Menu Search Account

LegiStorm

Get LegiStorm App Visit Product Demo Website
» Get LegiStorm App
» Get LegiStorm Pro Free Demo

Medicare Secondary Payer: Improvements Needed to Enhance Debt Recovery Process

  Premium   Download PDF Now (32 pages)
Report Type Reports and Testimonies
Report Date Aug. 20, 2004
Report No. GAO-04-783
Subject
Summary:

Last year, employer-sponsored group health plans (EGHP) were responsible for most of the nearly $183 million in outstanding Medicare secondary payer (MSP) debt. MSP debts arise when Medicare inadvertently pays for services that are subsequently determined to be the financial responsibility of another. The Centers for Medicare & Medicaid Services (CMS) administers Medicare with the assistance of about 50 contractors that, as part of their duties, are required to recover MSP debt. GAO was asked to determine whether Medicare contractors are appropriately recovering MSP debt. GAO (1) assessed the cost-effectiveness of the current debt recovery system and (2) identified CMS's plans to enhance the recovery process. GAO analyzed workload and budget information and assessed plans to develop a new debt recovery system--the Recovery Management and Accounting System (ReMAS).

Medicare's system for recovering MSP debt from EGHPs is no longer cost-effective, with CMS recovering only 38 cents for every dollar it spent on recovery activities in fiscal year 2003. This is largely due to workload and budgetary factors. While the number of new debt cases referred to contractors has declined by more than 80 percent since fiscal year 2000, CMS's budget for contractor recovery activities has remained relatively unchanged. As a result, contractors were funded at a level that exceeded their workload. Almost half of the contractors that CMS funded to process the 7,634 cases associated with the fiscal year 2003 workload were assigned fewer than 50 cases--and eight were not assigned any. The current system is also constrained by procedures that prevent contractors from maximizing recoveries. For example, CMS has instructed contractors not to pursue cases in which the amount of mistaken payments made on behalf of the same beneficiary is less than $1,000. In addition, CMS neglected to transmit more than 2,000 cases to the contractors--which depend on these transmittals to initiate recoveries--during fiscal years 2000, 2001, and 2003. CMS is developing a new recovery system--ReMAS--to enhance the MSP recovery process. This system has the potential to help increase savings, provide CMS with greater flexibility in distributing the workload, and simplify the collection of MSP debt. ReMAS is designed to identify relevant mistaken payments and will generate a case that can be assigned to any contractor for recovery--not only the contractor that processed the mistakenly paid claims. However, ReMAS has been under development for over 6 years and is currently only being used for liability and workers' compensation recoveries by a fraction of the contractors. Pilot testing of ReMAS on EGHP cases will not begin until October 2004.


Exercise description>
Output the lines from the one containing "The height and" through the last line of the material below, exactly; please do not include pictures.

Data records>
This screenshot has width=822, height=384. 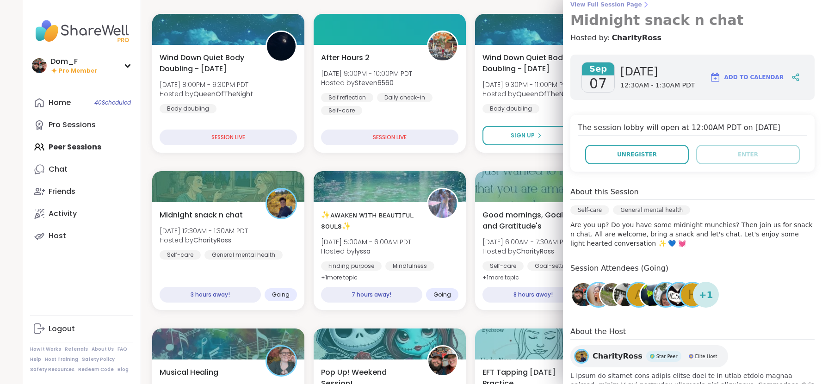 I want to click on div: 7 hours away!, so click(x=372, y=295).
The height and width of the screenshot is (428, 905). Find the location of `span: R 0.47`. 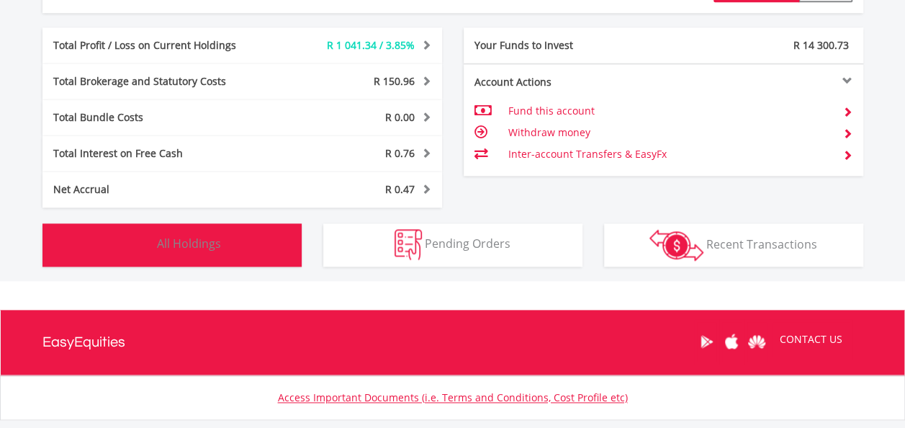

span: R 0.47 is located at coordinates (400, 189).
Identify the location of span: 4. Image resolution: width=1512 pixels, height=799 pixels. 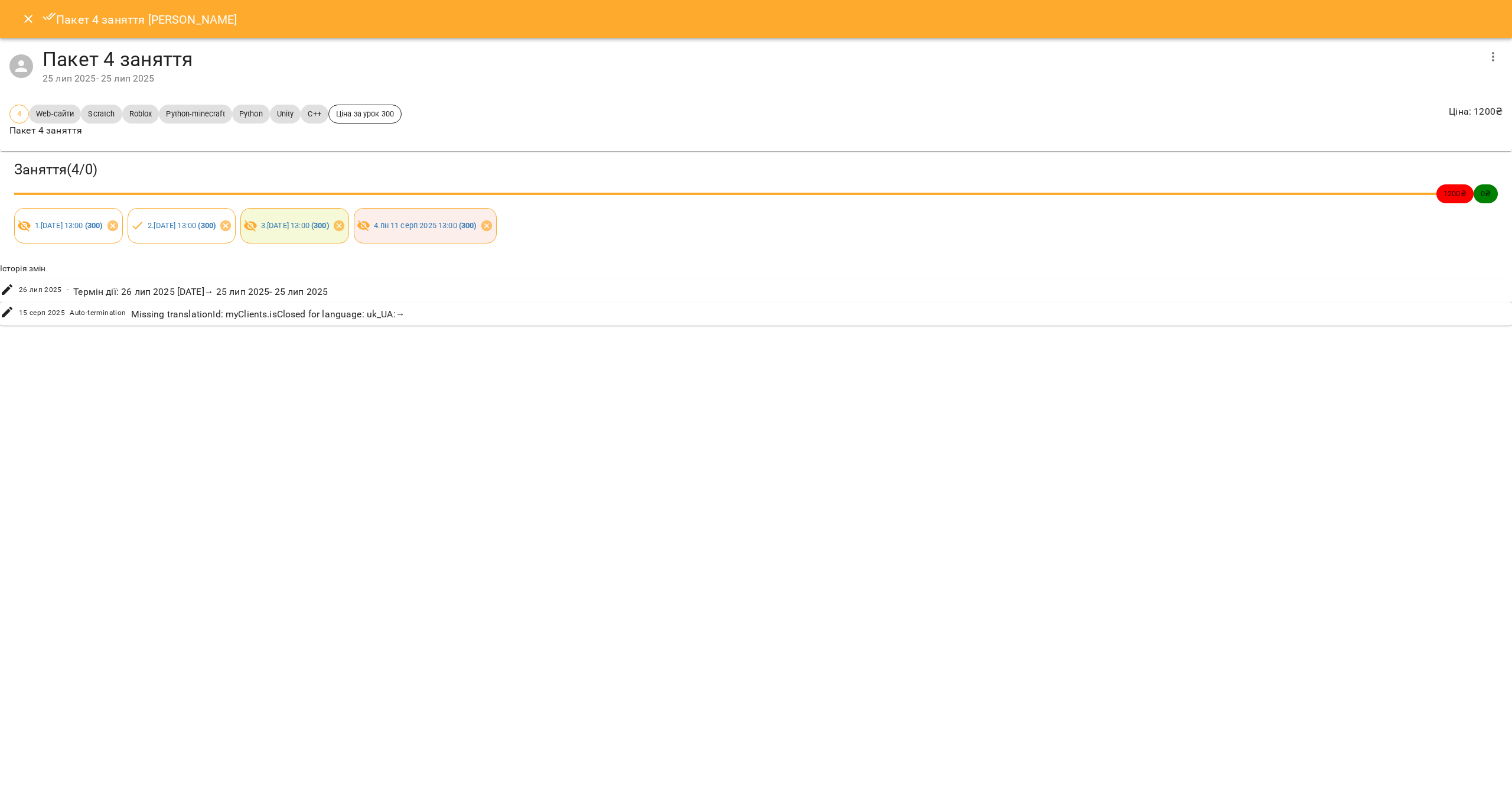
(19, 113).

Solution>
The height and width of the screenshot is (428, 905). Find the location of `span: R 0.47`. 

span: R 0.47 is located at coordinates (400, 189).
Identify the location of span: 4. Image resolution: width=1512 pixels, height=799 pixels. 
(19, 113).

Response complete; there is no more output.